I feel at home – I feel quiet – my skin feels close to the earth when I walk out into the red hills as I did last night – my cat following along like a dog
Georgia O’Keeffe

The wrangler Daniel in front of ”The White Place”, often painted by Georgia. Almost too good to be true.

The Circle is Completed

Georgia was famous for always following her own mind, and there is interview footage from the 70s where the reporter asks her what she did to get “permission” to go to New Mexico for months on end without Stieglitz before moving there permanently after his death in 1946. “I didn’t ask for permission, I just went!”. When I visit the Georgia O’Keeffe Museum in Santa Fe, the first thing I see is a film in which Georgia relates how she, a young female artist in the early 20th century, was ridiculed by her male peers for choosing flowers and brightly colored landscapes as her subjects.

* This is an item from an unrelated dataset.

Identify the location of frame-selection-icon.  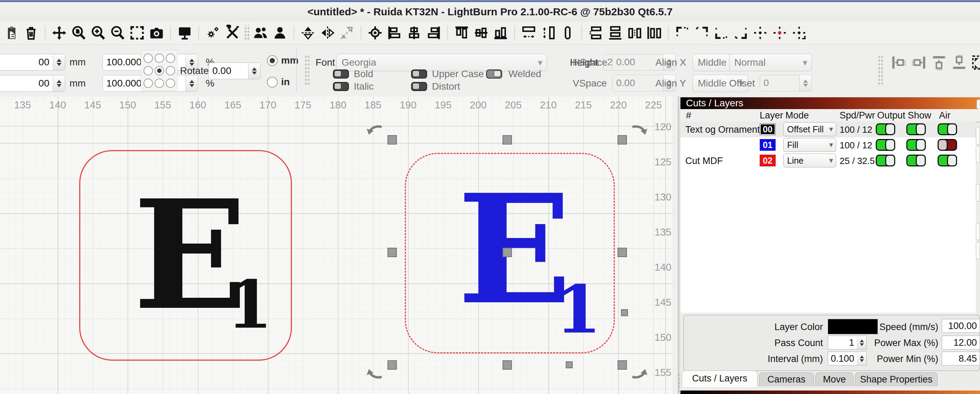
(137, 33).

She says that she did what she wanted anyway, because “no one can tell you how to paint a landscape–you have to find that out for yourself”. My visit is made complete when I get to see the original copies of some of my favorite paintings, just one day after getting to see the places where they were made. Fortified by Georgia’s words about always following your own mind, we make a cheeky stop along the road and fill an empty canteen with a sample of the characteristic red dirt. When I’m back in my own studio, at my own loom, I dye a yarn a bright orange-pink shade using pigments extracted from it. Inspired by a crack in a door in the house at Abiquiu, I make a sketch. The form is new to me, abstract, and I can see the square silhouette of Sierra Pedernal emerging from the lines. I start on a new weave, and the circle is completed.